From Death into Life eBook

This eBook from the Gutenberg Project consists of approximately 345 pages of information about From Death into Life.

From Death into Life eBook

This eBook from the Gutenberg Project consists of approximately 345 pages of information about From Death into Life.

I knew that she could sing and play, so, pointing to the piano, I asked her if she would sing a hymn.  “Yes,” she said, “I will.  What shall I sing?”

“Find ‘When I survey the wondrous cross,’” I said.

She did not need to find the music, for she knew it without; so, sitting down, she began to sing, till the tears came into her eyes, and her voice broke down.  “I never knew the meaning of these words before,” she said; “‘Sorrow and love flow mingled down.’  How could I be so blind and ignorant?  ‘Love so amazing, so divine,’ does ’demand my life, my soul, my all!’ O Lord, take it!”

After this, I had a few parting words with her, and pointing to the crucifix I said, “Remember Christ is not on the cross now.  He died; that is past.  He is risen, and has ascended up on high.  The throne of grace is not the crucifix or the confessional, but where Christ sits—­at the right hand of God; and we, as believers, may in heart and mind thither ascend, and with Him continually dwell.  Have done, then, with this dead Popery; you know better now.  Testify for the glory of God.”

This lady’s conversion vexed her husband greatly, and brought down the frowns and disapprobation of the reverend doctor; altogether, it did a deal of mischief in the camp.  The “Sisters of Mercy” with whom she was connected were kept aloof from her contaminating influence, and soon afterwards were altogether removed from the place.  There was one, however, a particularly hard-headed looking individual, who used to stare at me through her round spectacles whenever I met her, as if I were an ogre.  I heard that she was a great mathematician.  She looked like it; and evidently there was no fear entertained of her being converted.  She and one other were left behind; but otherwise the house, which had been built at great cost, was empty.  The lady was not allowed to speak to me any more; but I hope she continued to go to the true throne of grace, and not to the crucifix to a living, not a dead Christ.

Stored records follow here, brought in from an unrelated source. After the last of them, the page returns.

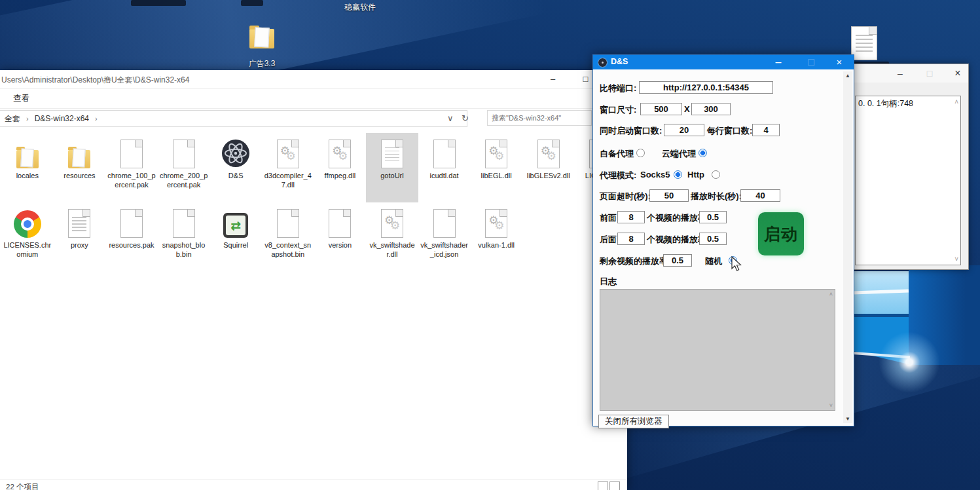 Image resolution: width=980 pixels, height=490 pixels. What do you see at coordinates (655, 174) in the screenshot?
I see `socks5-label: Socks5` at bounding box center [655, 174].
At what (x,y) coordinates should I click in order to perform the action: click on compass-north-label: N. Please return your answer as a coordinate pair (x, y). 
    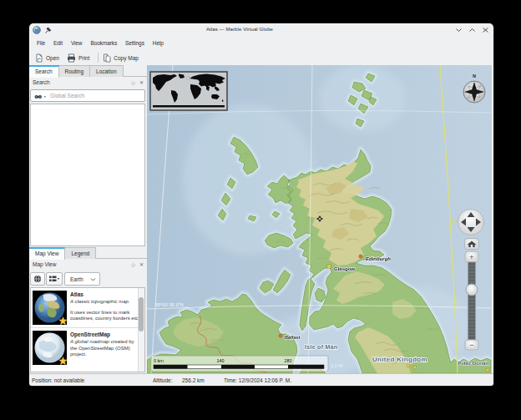
    Looking at the image, I should click on (474, 76).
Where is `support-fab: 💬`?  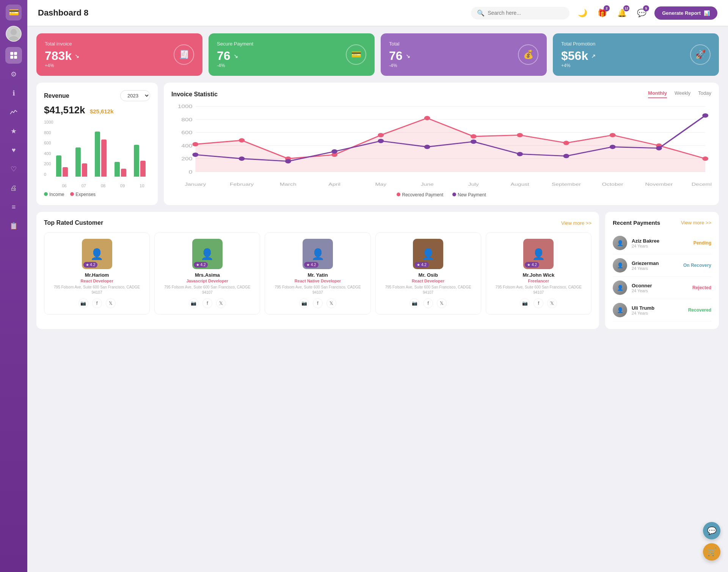
support-fab: 💬 is located at coordinates (712, 531).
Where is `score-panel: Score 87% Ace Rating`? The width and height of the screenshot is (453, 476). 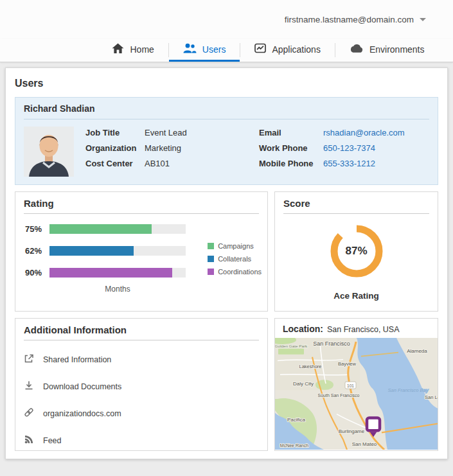
score-panel: Score 87% Ace Rating is located at coordinates (356, 252).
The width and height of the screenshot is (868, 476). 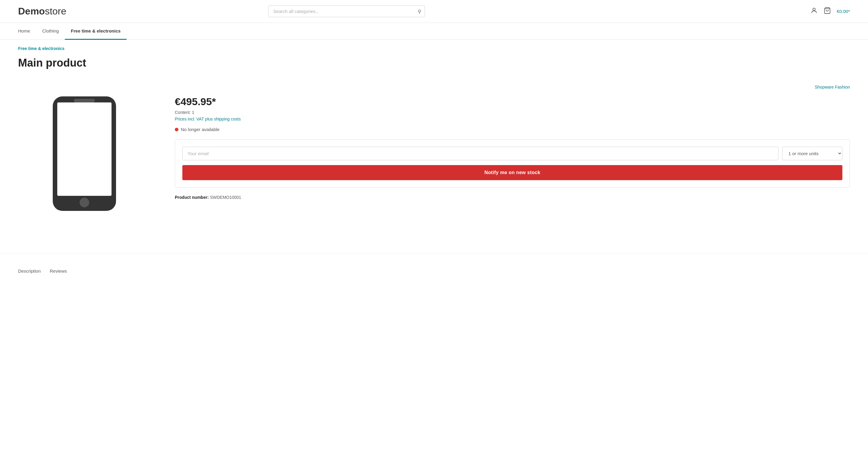 I want to click on logo-light: store, so click(x=56, y=11).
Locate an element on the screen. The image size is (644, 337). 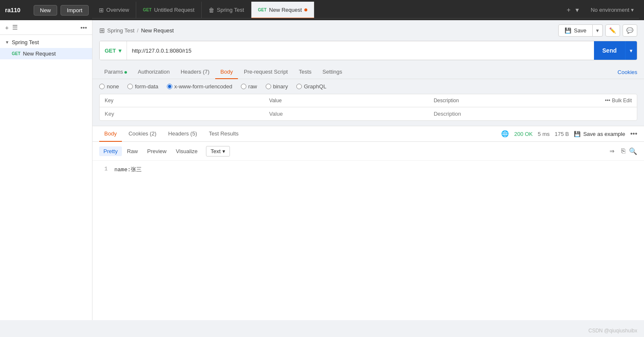
radio-raw: raw is located at coordinates (249, 87).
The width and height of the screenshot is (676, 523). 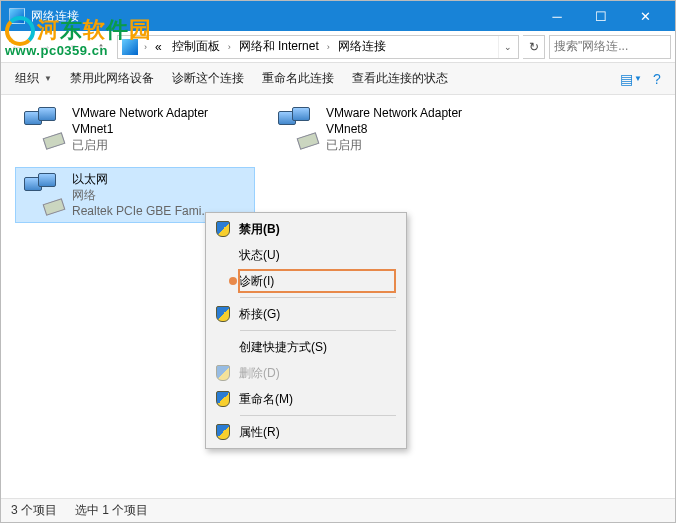 I want to click on help-button: ?, so click(x=657, y=79).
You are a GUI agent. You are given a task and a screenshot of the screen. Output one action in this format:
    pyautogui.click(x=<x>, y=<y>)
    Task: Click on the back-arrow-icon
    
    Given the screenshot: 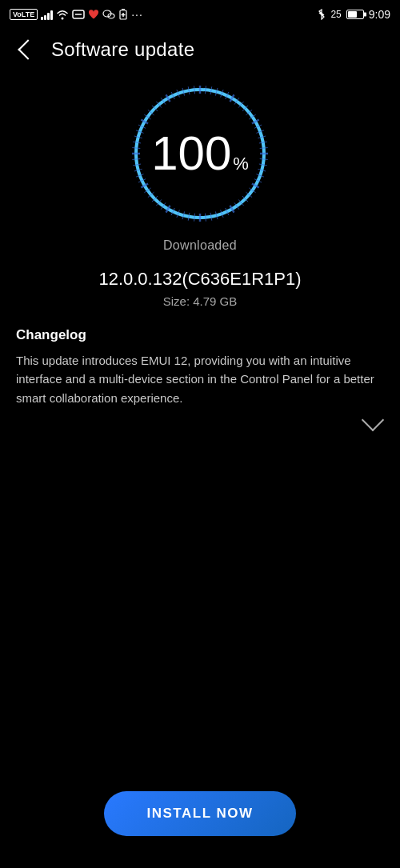 What is the action you would take?
    pyautogui.click(x=27, y=50)
    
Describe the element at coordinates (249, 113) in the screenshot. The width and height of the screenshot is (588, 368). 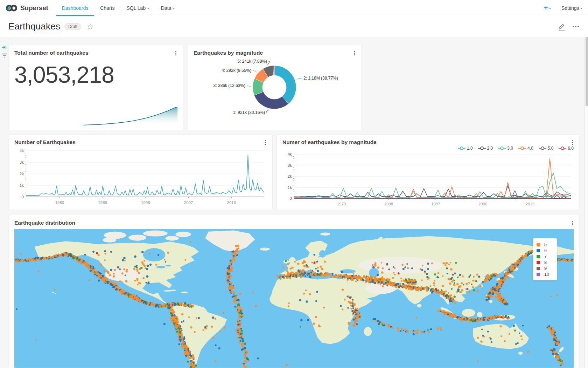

All this, doubtless, was intended to sicken me of my reverence for the Catholic theory.  I was evidently under an infatuation on the subject, which, for the time, nothing could dispel.  I had some poetic or imaginary fancy of spiritual catholicity before my mind, which I supposed was something better than the fleshy spirituality of Methodism, to which I had taken a great dislike; but where to find this Utopia, or how to embody it, I knew not.  These specimens of catholic people I certainly had no sympathy with; nor had I any patience with their hollow devotion and their studied imitation of Popery.  I plainly saw that light could have no fellowship with darkness, or life with death.  I was more and more convinced that when a man has more sympathy with dead Catholics than with living Dissenters, he is not a living soul at all.  There is no necessity to go to one extreme or the other.  I believe the reformed Church of England (in her principles, at least) occupies the middle path between these two extremes, with the excellences of both, and the faults of neither.  I think I was permitted to be thus unsettled in my mind, because I did not keep to my work with a single eye to God’s glory.

Copyrights
Project Gutenberg
From Death into Life from Project Gutenberg. Public domain.